Someone to watch over me, begs Rapunzel from the moon tower. Tonight the moon is in its perigee. It is done with losing face. Inspiration has come to her through the tiny window, before which she kneels, hands folded on knees, begging. Someone to watch over me...
Rapunzel closes her eyes and imagines her celestial protector: massive, festooned in violet lights, like stars, like the lit inklings of midwinter. She imagines the sea-clean smell of him. She imagines the transformation of her shabbily lit life as he drifts in, brimming with greatness. In her mind's eye fish leap from the waters at his feet, birds chevron the sky in his wake, even drear humanity drags itself across the fields bringing him tiny handmade cakes of ginger and marzipan.
In his presence it will be possible to have your cake and eat and be fulfilled, to partake of the glowing crumb and be forever satisfied. For him she would gladly slip into the straitjackets of the old witches: Mercy and Honour. They would be soft and silky, like a sleeping child's flushed cheek. Feathers fly through the air. the bearded angels have been here.
Rapunzel stays on her knees, hoping for a future once read in the palm of her mother's hand, to be fully present. Praying for someone to watch over her.

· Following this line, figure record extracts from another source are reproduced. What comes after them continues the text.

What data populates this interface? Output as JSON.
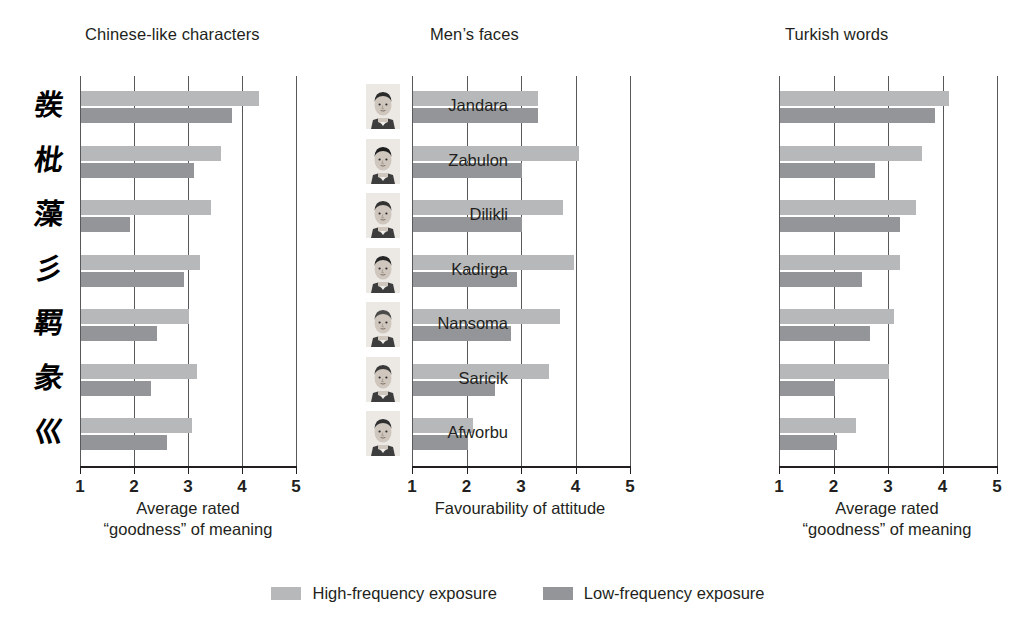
{
  "chart_data": {
    "type": "bar",
    "title": "",
    "orientation": "horizontal",
    "grid": true,
    "legend_position": "bottom",
    "series_names": [
      "High-frequency exposure",
      "Low-frequency exposure"
    ],
    "series_colors": [
      "#b6b8ba",
      "#939598"
    ],
    "panels": [
      {
        "title": "Chinese-like characters",
        "xlabel_line1": "Average rated",
        "xlabel_line2": "“goodness” of meaning",
        "xlim": [
          1,
          5
        ],
        "xticks": [
          "1",
          "2",
          "3",
          "4",
          "5"
        ],
        "categories": [
          "char-1",
          "char-2",
          "char-3",
          "char-4",
          "char-5",
          "char-6",
          "char-7"
        ],
        "category_glyphs": [
          "彂",
          "枇",
          "藻",
          "彡",
          "羁",
          "彖",
          "巛"
        ],
        "series": [
          {
            "name": "High-frequency exposure",
            "values": [
              4.3,
              3.6,
              3.4,
              3.2,
              3.0,
              3.15,
              3.05
            ]
          },
          {
            "name": "Low-frequency exposure",
            "values": [
              3.8,
              3.1,
              1.9,
              2.9,
              2.4,
              2.3,
              2.6
            ]
          }
        ]
      },
      {
        "title": "Men’s faces",
        "xlabel_line1": "Favourability of attitude",
        "xlabel_line2": "",
        "xlim": [
          1,
          5
        ],
        "xticks": [
          "1",
          "2",
          "3",
          "4",
          "5"
        ],
        "categories": [
          "face-1",
          "face-2",
          "face-3",
          "face-4",
          "face-5",
          "face-6",
          "face-7"
        ],
        "series": [
          {
            "name": "High-frequency exposure",
            "values": [
              3.3,
              4.05,
              3.75,
              3.95,
              3.7,
              3.5,
              2.1
            ]
          },
          {
            "name": "Low-frequency exposure",
            "values": [
              3.3,
              3.0,
              3.0,
              2.9,
              2.8,
              2.5,
              2.0
            ]
          }
        ]
      },
      {
        "title": "Turkish words",
        "xlabel_line1": "Average rated",
        "xlabel_line2": "“goodness” of meaning",
        "xlim": [
          1,
          5
        ],
        "xticks": [
          "1",
          "2",
          "3",
          "4",
          "5"
        ],
        "categories": [
          "Jandara",
          "Zabulon",
          "Dilikli",
          "Kadirga",
          "Nansoma",
          "Saricik",
          "Afworbu"
        ],
        "series": [
          {
            "name": "High-frequency exposure",
            "values": [
              4.1,
              3.6,
              3.5,
              3.2,
              3.1,
              3.0,
              2.4
            ]
          },
          {
            "name": "Low-frequency exposure",
            "values": [
              3.85,
              2.75,
              3.2,
              2.5,
              2.65,
              2.0,
              2.05
            ]
          }
        ]
      }
    ]
  },
  "legend": {
    "items": [
      {
        "label": "High-frequency exposure",
        "swatch": "high-frequency-swatch"
      },
      {
        "label": "Low-frequency exposure",
        "swatch": "low-frequency-swatch"
      }
    ]
  }
}
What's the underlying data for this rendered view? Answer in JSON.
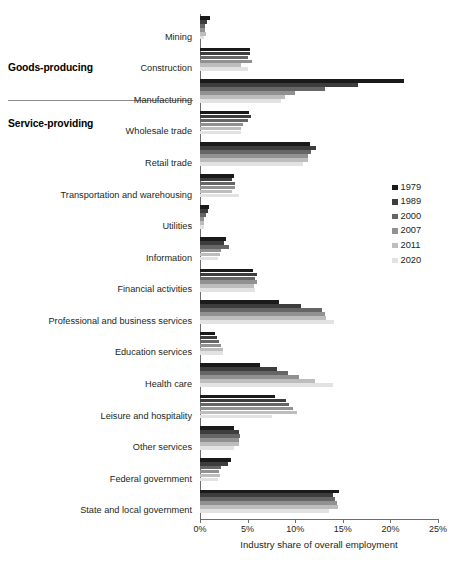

The copyright of this post belongs to Claire Steele

Tuesday 4 November 2014

A Woman's Right to Shoes

The King and Queen are squabbling about their dancing shoes. She is all for high art, a statement pair, something from a fantasy. The King, knowing exactly where that will lead, would prefer she went barefoot, or in something fashioned out of mud.  It is the evening of the Great Feast. Their hot words are fuelled by the anticipation of sucking on songbirds drowned in cognac, oysters rolling in straight from the sea, the tenderness of well bruised beast.
 In the kitchen Cook is pricking the skins of pigs to crackle and amuse the guests. Dry rot will provide the delicacy of funghi braised in Vintage Chablis. Just a penny here, and a penny there thinks Cook as he slices the pale stalks of the mushrooms, licks the blood off his knife, seeks snails in his earthy box.
Looking into the mirror's triptych the Queen adjusts the precise calibration of her frown. She'll take a chance she thinks, and wear the glass slippers after all. She extends a foot for the King's approval. The King flushes with a quaint retro anger, his face a pink potty hurled into a corner, and sulks towards his own wardrobe. The Queen, unable to decide whether she has won or lost, forces her feet into splintering glass and rises tottering to cross the room. Pink bubbles froth in her footsteps. The King turns his back. Nut Case, he bellows, and in the pantry the cook shivers.
The problem is, continues King, swallowing his mood as if it were  straight whisky, we have drifted apart. I could chase you in your glass slippers down the cindered path; the cook could serve us something or other - let's say for the sake of argument, wolf, as soft in death as Romeo. It wouldn't make it right.It wouldn't bring you back.
What do you want? The Queen asks, tenderly, stroking his thin hair.
Wear these instead, he begs, and hands her a pair of hare-pelt stilettos. Here, let me wipe the blood.
And in the end, it seemed such a small thing to please him. So she did.